Decades ago, my brother, then about twelve, sent a picture postcard to my parents from his Lutheran summer camp, saying something about having a wonderful time and "Love, Carl"  What he forgot was to finish the address.  All he had written was "Seymour, Wisconsin".  My parents got it anyhow, because everyone down at the post office knew that Carl was at camp.   

Things haven't changed all that much.  I had a phone call this afternoon from the service station.  "Isn't Gary Harms your boy friend?" 

"Yes? What did he do now?" 

"He left his credit card here." 

Gary left town on Friday to visit his aunt in Dixon, so why did it take so long to report they had the card?  Because the weekend crew is made up of kids.  The card had to wait until the adult workers came, the ones that like to gossip and keep track of everyone.  

I went over, answered one question to prove I knew Gary, identified his card, and brought it home. 

Seymour has its faults.  It is far too conservative for people like Gary and me, but some day, when our minds are addled with dementia, there will be townspeople to steer us home.  

And maybe call the EMT squad.   

Sunday, May 27, 2012

Clearing

Last year, the city decided I could not have flowers in the the terrace strip, the area that lays between the street and the sidewalk.  So I invited everyone I knew to take any plants they wanted. In one week, the plants were gone and Gary tilled the plot up.  A year later, many of the plants were back, in a messy sort of way.  Poppies especially were prolific. 

Gary offered to till up the soil again, but cutting up poppy roots just leads to many more poppies.  It has to be done manually.  So I've set to work digging up roots, tilling, and planting ground cover.  I'm about a quarter of the way through the project.  The ground was like cement until today.  Last night's rain softened the soil so I made more progress.  
The same problem exists in the back yard in the vegetable bed. Some years ago, I made this area a mulch pile. That proved to be another mistake.  Some of the yard waste I threw in there took root.  Now it is a jungle mix of lamium, multiflora rose, grape vine, and Virginia creeper.  All of this has to be cleared. 

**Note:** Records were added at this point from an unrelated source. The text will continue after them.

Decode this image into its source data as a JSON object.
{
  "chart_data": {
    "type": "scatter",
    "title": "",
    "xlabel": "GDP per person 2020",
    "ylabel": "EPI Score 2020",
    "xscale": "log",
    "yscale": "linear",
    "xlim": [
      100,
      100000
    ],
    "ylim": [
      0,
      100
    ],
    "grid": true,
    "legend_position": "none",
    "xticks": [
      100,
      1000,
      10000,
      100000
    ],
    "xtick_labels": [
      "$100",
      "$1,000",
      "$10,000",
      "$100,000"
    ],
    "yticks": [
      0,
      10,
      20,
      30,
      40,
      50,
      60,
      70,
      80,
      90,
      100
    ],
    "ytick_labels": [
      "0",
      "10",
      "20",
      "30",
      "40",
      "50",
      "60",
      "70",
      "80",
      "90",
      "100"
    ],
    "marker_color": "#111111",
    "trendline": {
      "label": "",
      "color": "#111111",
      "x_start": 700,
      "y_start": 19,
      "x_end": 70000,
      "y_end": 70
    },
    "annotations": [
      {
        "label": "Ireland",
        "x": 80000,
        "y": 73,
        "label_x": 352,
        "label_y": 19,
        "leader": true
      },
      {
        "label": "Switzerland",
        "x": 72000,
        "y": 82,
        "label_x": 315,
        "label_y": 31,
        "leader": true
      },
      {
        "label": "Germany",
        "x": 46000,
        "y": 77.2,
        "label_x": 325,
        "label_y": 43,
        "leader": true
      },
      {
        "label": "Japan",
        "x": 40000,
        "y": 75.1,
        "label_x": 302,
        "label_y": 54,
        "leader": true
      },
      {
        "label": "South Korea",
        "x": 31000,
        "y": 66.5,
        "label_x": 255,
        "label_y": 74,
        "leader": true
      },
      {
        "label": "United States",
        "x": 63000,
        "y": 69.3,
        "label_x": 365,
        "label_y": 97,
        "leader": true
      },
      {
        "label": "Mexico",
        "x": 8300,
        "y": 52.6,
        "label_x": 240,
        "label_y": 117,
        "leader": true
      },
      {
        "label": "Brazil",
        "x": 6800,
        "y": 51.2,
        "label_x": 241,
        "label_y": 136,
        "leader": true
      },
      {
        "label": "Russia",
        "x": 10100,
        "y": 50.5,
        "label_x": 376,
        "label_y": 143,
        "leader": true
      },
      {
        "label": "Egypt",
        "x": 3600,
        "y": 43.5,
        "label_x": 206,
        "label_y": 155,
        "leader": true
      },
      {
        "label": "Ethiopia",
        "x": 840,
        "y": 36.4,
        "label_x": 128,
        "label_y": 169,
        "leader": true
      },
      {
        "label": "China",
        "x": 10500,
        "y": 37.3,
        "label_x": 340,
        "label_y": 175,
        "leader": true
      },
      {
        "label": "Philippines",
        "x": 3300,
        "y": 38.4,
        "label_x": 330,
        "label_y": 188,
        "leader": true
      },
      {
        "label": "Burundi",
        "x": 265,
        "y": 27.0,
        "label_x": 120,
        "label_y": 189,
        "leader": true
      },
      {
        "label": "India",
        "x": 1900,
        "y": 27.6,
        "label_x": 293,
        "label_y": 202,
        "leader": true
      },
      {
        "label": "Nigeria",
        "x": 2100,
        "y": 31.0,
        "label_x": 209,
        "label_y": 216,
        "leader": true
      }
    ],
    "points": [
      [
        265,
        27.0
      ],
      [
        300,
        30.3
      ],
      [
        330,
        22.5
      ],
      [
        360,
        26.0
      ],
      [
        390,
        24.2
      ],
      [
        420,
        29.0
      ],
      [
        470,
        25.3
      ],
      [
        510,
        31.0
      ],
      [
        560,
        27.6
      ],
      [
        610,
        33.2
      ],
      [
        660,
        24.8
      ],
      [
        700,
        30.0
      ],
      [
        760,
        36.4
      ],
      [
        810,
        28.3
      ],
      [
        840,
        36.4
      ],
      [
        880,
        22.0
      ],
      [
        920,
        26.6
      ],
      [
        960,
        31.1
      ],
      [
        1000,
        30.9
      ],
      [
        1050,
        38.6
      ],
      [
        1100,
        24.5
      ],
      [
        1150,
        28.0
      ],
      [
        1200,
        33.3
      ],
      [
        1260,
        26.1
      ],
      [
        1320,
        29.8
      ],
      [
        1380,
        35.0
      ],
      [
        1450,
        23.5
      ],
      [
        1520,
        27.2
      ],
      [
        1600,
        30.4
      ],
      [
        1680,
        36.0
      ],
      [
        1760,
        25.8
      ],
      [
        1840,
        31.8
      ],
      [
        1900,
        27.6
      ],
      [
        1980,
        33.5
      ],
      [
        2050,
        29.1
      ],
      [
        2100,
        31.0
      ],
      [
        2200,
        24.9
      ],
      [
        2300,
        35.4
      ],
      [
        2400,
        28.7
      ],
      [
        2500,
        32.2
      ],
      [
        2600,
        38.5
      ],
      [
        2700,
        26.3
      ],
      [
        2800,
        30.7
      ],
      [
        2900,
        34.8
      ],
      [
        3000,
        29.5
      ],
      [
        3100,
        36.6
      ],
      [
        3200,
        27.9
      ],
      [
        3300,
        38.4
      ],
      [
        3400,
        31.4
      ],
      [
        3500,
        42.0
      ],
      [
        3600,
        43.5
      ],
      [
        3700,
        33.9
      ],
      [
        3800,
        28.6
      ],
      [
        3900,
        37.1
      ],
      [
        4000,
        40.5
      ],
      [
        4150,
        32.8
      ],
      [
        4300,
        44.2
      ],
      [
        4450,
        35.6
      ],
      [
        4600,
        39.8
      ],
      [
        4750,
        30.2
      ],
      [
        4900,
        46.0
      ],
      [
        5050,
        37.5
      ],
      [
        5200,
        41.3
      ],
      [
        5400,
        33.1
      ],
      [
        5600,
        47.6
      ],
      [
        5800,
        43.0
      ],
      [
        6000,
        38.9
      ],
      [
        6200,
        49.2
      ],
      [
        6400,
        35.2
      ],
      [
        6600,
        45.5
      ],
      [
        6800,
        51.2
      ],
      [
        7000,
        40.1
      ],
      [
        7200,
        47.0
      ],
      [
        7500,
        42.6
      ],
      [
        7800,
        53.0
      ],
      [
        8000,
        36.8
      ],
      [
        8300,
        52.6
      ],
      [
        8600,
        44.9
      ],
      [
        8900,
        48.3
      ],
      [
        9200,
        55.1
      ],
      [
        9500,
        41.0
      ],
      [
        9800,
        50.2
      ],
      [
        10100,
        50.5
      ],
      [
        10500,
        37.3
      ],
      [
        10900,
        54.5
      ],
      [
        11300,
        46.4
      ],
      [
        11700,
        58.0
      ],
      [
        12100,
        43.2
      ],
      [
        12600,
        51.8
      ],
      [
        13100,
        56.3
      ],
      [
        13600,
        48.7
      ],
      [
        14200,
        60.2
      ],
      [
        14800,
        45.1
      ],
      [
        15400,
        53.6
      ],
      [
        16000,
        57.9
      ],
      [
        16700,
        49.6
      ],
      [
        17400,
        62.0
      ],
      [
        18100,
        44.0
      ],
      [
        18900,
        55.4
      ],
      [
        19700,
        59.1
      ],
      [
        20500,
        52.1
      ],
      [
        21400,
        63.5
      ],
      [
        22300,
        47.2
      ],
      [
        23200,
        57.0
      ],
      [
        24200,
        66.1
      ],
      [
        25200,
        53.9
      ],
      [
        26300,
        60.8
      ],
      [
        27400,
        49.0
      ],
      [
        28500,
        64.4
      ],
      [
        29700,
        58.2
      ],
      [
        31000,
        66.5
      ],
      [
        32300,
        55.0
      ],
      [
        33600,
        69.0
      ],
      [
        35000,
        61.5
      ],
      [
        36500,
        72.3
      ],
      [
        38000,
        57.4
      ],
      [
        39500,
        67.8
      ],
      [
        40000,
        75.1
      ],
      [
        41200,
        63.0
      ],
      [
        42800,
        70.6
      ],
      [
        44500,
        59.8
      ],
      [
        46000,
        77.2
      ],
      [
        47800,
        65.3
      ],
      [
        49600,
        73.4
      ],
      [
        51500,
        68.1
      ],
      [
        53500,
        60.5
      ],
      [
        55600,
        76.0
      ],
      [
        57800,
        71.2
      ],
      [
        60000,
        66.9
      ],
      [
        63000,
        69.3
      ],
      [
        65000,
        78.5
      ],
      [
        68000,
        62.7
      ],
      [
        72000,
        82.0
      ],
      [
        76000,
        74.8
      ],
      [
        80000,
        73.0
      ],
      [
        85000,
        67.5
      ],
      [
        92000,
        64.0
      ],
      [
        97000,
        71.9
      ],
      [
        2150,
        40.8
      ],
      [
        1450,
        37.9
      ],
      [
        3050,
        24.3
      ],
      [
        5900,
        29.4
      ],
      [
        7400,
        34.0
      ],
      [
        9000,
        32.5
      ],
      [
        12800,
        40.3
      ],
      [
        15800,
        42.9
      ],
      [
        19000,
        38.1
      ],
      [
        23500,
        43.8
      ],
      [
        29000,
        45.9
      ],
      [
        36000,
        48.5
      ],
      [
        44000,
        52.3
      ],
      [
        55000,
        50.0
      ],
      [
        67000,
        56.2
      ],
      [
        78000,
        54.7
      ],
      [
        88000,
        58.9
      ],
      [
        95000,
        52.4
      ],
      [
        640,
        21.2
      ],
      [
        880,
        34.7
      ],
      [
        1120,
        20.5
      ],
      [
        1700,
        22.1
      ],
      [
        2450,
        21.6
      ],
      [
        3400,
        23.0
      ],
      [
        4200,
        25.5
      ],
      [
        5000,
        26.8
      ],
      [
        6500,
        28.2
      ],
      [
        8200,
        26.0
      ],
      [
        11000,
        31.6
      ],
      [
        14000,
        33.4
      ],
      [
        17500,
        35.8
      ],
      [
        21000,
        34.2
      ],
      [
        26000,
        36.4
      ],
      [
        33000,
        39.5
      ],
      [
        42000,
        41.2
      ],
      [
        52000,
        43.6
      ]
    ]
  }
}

I'm going at it a bit day by day, planting the vegetables on cleared ground.  Two days ago, it was tomatoes.  The day before that it was bush beans.  Today, I managed to clear out the old ornamental windmill, to which I attached string for climbing pole beans.     

The windmill didn't last long as a decoration, it was blown over in a windstorm and the blades broke, but it is perfect for growing beans.  

It will take the entire summer to clear the yard at the rate I am going but I am enjoying myself.  Mowing lawn is work.  Growing things is a creative hobby.